Private ACT/SAT tutoring

If your high stats kid is looking for a little bit of money I would suggest him/her doing some private ACT/SAT tutoring. My D19 started her first client yesterday. She is charging $25 per hour. I think she will do 6-8 hours with this person before the June test.

We threw something up on facebook and got a client and she might have another one once school is done for the year over the Summer.

We figure that there are parents that will pay that rate in our area. She might as well use those brains and her score to get paid. D19 figures it beats flipping burgers for 3 hours.

My only regret is not thinking of this idea 11 months ago when D19 got her ACT score. She could have been doing it all senior year. Now she only has until mid-August.

Ever since D19 gave up her sports senior year she has been trying to make all the money she can.

High scoring kids don’t necessarily know how to teach low scoring kids how to improve though. Or know how to each, period. If this is a thing a kid is good at, it would also be terrific service for the title one schools etc. As a parent, I would not pay a HS kid with a high score unless they had been proven. Make sure to keep some good records. Grumpy parents of unsuccessful kids will blame their tutor.

I was thinking the same thing as @Sybylla . High stats kids with no teaching experience can probably help other high stats kids in a useful way, simply by doing/practicing/discussing questions… But kids who really struggle need a professional tutor, and even then it is a formidable undertaking.

I think the title is a little misleading, as it implies that someone wants advice on whether they should go for private tutoring. This post almost sounds like advertising. How is it relevant that your D has been trying to make all the money she can? I apologize if this is simply the OP being conversational, but if that’s the case, perhaps this should have been posted in the parent cafe.

I’m a professional test prep tutor. It’s taken me years of doing this to get to where I’m at now. Every student has his or her own issues and there is no “one size fits all” approach In general, my easiest and least lucrative students are the really intelligent high stats kids. They mostly just need to become familiar with the test and maybe learn some time management tips.

It’s fine if someone wants to hire OPs daughter for test prep, but effective test prep (especially if a parent is looking for merit aid, or aiming very high, etc…) usually needs someone with more than just a high score.

She should be very careful in how she promotes herself. I totally agree with the people above who have said if parents pay and see no improvement they will be very unhappy. We paid 150 an hour to a tutor who brought my daughter from a 1430 PSAT to a 1560 SAT. We consider that money well spent. My daughter didn’t need tutoring on the material; she needed tutoring on the test - on how to take the test and master it.

If your DD can get $25 per hour by tutoring the SAT, my advice is for her to sign-up as many people as are willing to pay. Is she likely to be as effective as a $150 per hour tutor? Of course not but there is a benefit in getting the students to spend time on the SAT.

As to the purchasers of such a service … caveat emptor.

Good idea! How did she plan the curriculum?

I posted this as an idea for other kids to maybe give it a shot themselves and make a little money.

Kids in NHS at D19’s school do tutoring all the time. It is part of service hours.

No good deed or potential bad idea ( I am not suggesting either in this case)- goes unpunished on CC. Collegiate shark tank.

Very true. My D was asked by the GC to tutor. She was also asked by a Korean family who lived on our street to tutor their young children in English. For that she was compensated. :slight_smile:

@privatebanker so true. so true

Dd19 tutors both for NHS and privately for pay, but we hired a specialized SAT tutor for her, as well as her siblings. It’s more than just content. As for making money, dd14 is at a birthday party dressed as Elsa from frozen, with tips she can make almost $100 an hour! She only makes $20 an hour babysitting.

“She only makes $20 an hour babysitting.”

Lifeguards around here are getting less than half of that. I am getting the sense that pools are getting desperate too.

Babysitting is way more work than lifeguarding, if done correctly. She picks up from school, takes them to the park, bike rides, plays games, cooks, cleans up, changes diapers, plus she is on an on call basis, not regular scheduled hours. Some gigs start before 7 am, some end at 2 am.

Lifeguarding can be a little boring, until something happens, and then it is not.
Usually pays 15 an hour here.

I’d say caution is needed on both end of this. Not every kid who scores high can verbalize strategies for others or break down and teach/review problem areas.

We paid for online tutoring done by college students and it was extremely low quality “tutoring”. It was pretty much timed tests and correcting with no remediation or review. It definitely was not worth it. Luckily my kid got a great ACT score, but it was almost the same great score he got before tutoring. He was near the top of the test, but I think with some targeted math tutoring and review he could have bumped that score. I specifically asked the tutor to focus on that area.

Sometimes paying $25 an hour for teen to sit with another teen just to jump through some practice tests is enough. If my kid did this I’d want to advertise what their constraints are and price accordingly.

I typed out a long response to all the naysayers and then promptly deleted. Whatever.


TASK DETAILS: Could you filter the records below and keep only the lines with the word "column"?

===

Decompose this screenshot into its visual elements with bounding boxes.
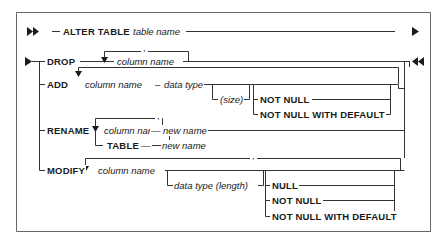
modify-option-null: NULL [271, 180, 299, 191]
add-data-type: data type [163, 79, 204, 90]
rename-dash: — [150, 125, 162, 136]
repeat-arrow-icon [75, 71, 82, 77]
drop-column-name: column name [116, 56, 175, 67]
continuation-arrow-icon [25, 57, 32, 66]
add-size: (size) [219, 94, 244, 105]
table-name-variable: table name [132, 26, 181, 37]
add-dash: – [154, 79, 161, 90]
drop-keyword: DROP [46, 56, 76, 67]
add-option-not-null: NOT NULL [259, 94, 311, 105]
rename-repeat-separator: , [155, 112, 162, 121]
rename-new-name: new name [162, 125, 208, 136]
repeat-arrow-icon [101, 57, 108, 63]
start-double-arrow-icon [27, 27, 39, 36]
rename-keyword: RENAME [46, 125, 90, 136]
modify-option-not-null: NOT NULL [271, 195, 323, 206]
syntax-diagram: ALTER TABLE table name DROP , column nam… [0, 0, 448, 245]
continue-arrow-icon [412, 27, 419, 36]
repeat-arrow-icon [92, 126, 99, 132]
add-option-not-null-with-default: NOT NULL WITH DEFAULT [259, 109, 386, 120]
alter-table-keyword: ALTER TABLE [62, 26, 131, 37]
add-column-name: column name [84, 79, 143, 90]
rename-table-new-name: new name [161, 140, 207, 151]
modify-option-not-null-with-default: NOT NULL WITH DEFAULT [271, 211, 398, 222]
modify-column-name: column name [97, 165, 156, 176]
modify-repeat-separator: , [250, 152, 257, 161]
rename-table-keyword: TABLE [106, 140, 140, 151]
drop-repeat-separator: , [141, 44, 148, 53]
rename-table-dash: — [140, 140, 152, 151]
modify-data-type-length: data type (length) [173, 180, 249, 191]
add-keyword: ADD [46, 79, 69, 90]
modify-keyword: MODIFY [46, 165, 86, 176]
end-double-arrow-icon [412, 57, 424, 66]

===

COMPLETED EXERCISE:
drop-column-name: column name [116, 56, 175, 67]
syntax-diagram: ALTER TABLE table name DROP , column nam… [0, 0, 448, 245]
add-column-name: column name [84, 79, 143, 90]
modify-column-name: column name [97, 165, 156, 176]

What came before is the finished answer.